Back in 2017, Siobhan O’Connor, a Consecrated Woman of Regnum Christi, was finishing up a four-and-a-half-year stint as the high school campus minister at Pinecrest Academy, a preK-12 Regnum Christi school in Cumming, Georgia. Throughout those years as campus minister, one thing was becoming increasingly apparent to Siobhan – recent Catholic school graduates were having a hard time transitioning to increasingly secular college life. With many of her former students sharing their difficulties, Siobhan felt a clear call from the Holy Spirit to spiritually reach out to those struggling graduates. What started out as casually visiting with students on various college campuses, offering spiritual direction, or meeting for long chats over coffee, quickly turned into an outreach that spanned eight colleges across four states. By the fall of 2020, Siobhan had met with about 200 Catholic college students who, like her Pinecrest graduates, were seeking guidance on how to live a life of faith on the secular college campus.
“While giving children a firm foundation is extremely important, it is critical to not leave them hanging when they enter college or the workforce, because everything is changing for them,” says Siobhan, who believes that the continued formation, accompaniment, and spiritual mentorship of Catholic young adults, especially once they leave school, is a crucial role of the Church today. “This is where we as a Church and as a spiritual family need to focus our efforts of evangelization and continuing formation.”
And Siobhan has not taken on this mission of mentorship all on her own. “A huge part of this ministry is all the networking and partnering with those who already serve Catholic students on each campus,” she observes. Over the past three years, Siobhan has met with the campus ministers, chaplains, and FOCUS missionaries at colleges across Georgia, and in Alabama, Florida, and North Carolina, coordinating with them to help provide retreats, spiritual guidance, and activities for Catholic students seeking formation and fellowship with like-minded young adults. “It ended up being great teamwork and a beautiful experience of the Church.”
One example of teamwork were the weekend retreats and spiritual exercises that Siobhan would host with Legionary priests, RC members and other consecrated women throughout the year. She also has preached spiritual exercises with a diocesan priest from the University of Georgia. “Those weekends, hosting between 15-20 women or mixed audiences, were powerful reminders that young people need and appreciate a time of silence to connect with the Lord. I will never forget their comments and observations about how fruitful the silence was, their need to disconnect from social media, and the way their prayer lives opened up in a short amount of time. I also have to say that I loved getting to know the priests and other lay ministers in these experiences. We can learn a lot from each other!”
The personal connections that Siobhan has made throughout her ministry with young adults has nurtured her own faith as well. “I think what surprised me the most was how important a personal connection is with someone you are hoping to lead closer to Christ, but also how God works in your own heart through each connection,” she says. “Many times, I perceive that those of us in some kind of ministry role think that we are the channels of God’s grace to the people we serve and reach out to, which is sometimes the case. But truthfully, it is the person who comes to us in some kind of need who ends up being the instrument of God for us, if we are humble and open enough to receive his grace through them.”
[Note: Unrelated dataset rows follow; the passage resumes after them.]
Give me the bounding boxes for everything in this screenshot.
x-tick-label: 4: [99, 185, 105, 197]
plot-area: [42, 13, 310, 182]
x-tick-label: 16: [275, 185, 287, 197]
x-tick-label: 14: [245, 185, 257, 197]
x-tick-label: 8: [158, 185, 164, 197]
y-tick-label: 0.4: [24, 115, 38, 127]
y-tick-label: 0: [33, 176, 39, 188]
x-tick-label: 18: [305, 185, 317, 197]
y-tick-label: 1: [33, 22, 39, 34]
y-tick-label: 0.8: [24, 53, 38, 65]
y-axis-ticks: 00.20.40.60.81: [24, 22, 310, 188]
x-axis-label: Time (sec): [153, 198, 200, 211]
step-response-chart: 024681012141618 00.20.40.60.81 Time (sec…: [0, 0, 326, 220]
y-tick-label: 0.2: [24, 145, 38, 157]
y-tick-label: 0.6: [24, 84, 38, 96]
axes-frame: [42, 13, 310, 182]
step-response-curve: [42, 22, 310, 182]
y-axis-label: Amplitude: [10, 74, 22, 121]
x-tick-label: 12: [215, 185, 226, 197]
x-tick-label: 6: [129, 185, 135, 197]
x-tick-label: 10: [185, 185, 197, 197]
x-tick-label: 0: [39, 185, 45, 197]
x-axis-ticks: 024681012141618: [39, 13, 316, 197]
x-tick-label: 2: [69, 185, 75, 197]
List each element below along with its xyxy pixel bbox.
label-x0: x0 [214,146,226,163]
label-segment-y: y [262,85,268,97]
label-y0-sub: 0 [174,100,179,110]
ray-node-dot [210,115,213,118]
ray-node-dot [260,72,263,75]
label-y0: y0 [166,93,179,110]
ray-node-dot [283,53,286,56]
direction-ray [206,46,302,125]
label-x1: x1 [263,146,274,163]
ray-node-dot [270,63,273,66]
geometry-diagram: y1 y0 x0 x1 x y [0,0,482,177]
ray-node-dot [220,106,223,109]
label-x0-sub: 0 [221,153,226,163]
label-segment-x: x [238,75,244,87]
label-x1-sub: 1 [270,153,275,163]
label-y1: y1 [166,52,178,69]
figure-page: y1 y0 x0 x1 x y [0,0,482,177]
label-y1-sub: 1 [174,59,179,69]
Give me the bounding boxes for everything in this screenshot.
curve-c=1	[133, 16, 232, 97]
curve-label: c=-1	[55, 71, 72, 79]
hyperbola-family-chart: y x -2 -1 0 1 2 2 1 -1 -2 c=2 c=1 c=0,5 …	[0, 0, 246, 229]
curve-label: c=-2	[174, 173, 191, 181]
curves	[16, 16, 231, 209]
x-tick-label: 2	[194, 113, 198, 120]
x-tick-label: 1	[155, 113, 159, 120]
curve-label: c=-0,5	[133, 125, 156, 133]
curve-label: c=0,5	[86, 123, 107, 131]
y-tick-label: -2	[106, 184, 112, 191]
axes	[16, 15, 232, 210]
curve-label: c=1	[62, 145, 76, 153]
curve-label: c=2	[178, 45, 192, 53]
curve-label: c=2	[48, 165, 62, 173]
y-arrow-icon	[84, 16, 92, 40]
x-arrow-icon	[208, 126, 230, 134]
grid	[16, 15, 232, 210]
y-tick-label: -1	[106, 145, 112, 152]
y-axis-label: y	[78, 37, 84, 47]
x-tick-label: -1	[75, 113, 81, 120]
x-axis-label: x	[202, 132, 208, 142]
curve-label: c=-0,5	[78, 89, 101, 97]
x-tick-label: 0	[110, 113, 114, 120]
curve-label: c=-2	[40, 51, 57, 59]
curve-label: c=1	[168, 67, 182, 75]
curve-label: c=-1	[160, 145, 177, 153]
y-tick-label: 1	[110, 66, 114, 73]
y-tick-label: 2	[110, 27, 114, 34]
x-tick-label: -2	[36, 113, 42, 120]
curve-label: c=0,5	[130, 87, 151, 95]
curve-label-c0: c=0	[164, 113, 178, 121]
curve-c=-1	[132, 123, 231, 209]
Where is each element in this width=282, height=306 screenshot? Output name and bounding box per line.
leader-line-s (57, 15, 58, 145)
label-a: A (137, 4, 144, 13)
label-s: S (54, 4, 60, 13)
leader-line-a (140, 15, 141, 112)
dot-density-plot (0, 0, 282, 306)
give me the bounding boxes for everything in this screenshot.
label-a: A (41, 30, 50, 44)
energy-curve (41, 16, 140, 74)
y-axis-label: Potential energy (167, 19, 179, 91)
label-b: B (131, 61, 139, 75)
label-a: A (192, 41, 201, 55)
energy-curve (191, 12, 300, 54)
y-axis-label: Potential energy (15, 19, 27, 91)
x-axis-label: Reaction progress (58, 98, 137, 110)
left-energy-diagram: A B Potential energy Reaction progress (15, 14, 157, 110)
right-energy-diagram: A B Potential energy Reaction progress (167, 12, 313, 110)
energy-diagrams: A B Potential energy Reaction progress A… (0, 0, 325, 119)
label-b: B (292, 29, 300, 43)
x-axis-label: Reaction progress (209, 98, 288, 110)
Although Siobhan recognizes that there is still much work to do in the mission of offering integral formation resources and opportunities to Catholic young adults, she is not discouraged. “The Lord has shown me very clearly that he is taking our smallest efforts and multiplying them exponentially. In that sense, no act or prayer or sacrifice is too small or ever wasted.”
Currently in Texas on a year-long sabbatical while she recovers from an illness, Siobhan continues her ministry by providing ongoing spiritual direction to several women who have requested it. She is also in the midst of finishing up a three-year certificate in Spiritual Direction with the Oblates of the Virgin Mary in Boston, a course which she feels has been incredibly fruitful and helpful, both in her ministry of mentoring young adults, and in her own faith life. In fact, she believes that one of the key instruments in the apostolic mission of forming and mentoring young adults is spiritual direction. “Spiritual direction is not to be taken lightly or for granted. It implies that the person seeking direction has a deepening prayer life, and it’s a very powerful tool in the hands of those who practice it and those who receive it regularly,” says Siobhan.
While Siobhan continues her sabbatical and recovery, and awaits the new mission to which she will be assigned next year, she looks back at her past ministry with young adults and campus evangelization with gratitude for the fruits it has borne over the years. “I learned so much from each encounter, mission, spiritual direction, vocation fair, talk, or presentation I ever gave,” says Siobhan. “My own faith and trust in God has grown stronger as a result of this incredible mission serving Catholic young adults.”
A great resource for those ministering to Catholic young adults can be found in the RC Formation Pathway Toolkit, which can be accessed for free at rcspirituality.org. (Click on the drop-down tab for Young Adults under Specialized Formation.) Here, you’ll find valuable resources on a variety of topics, including information on voting, pornography awareness, dating and marriage, and vocation discernment and links to great Catholic websites, book studies, retreats, podcasts, music, and much more.
Siobhan can be reached at [email protected].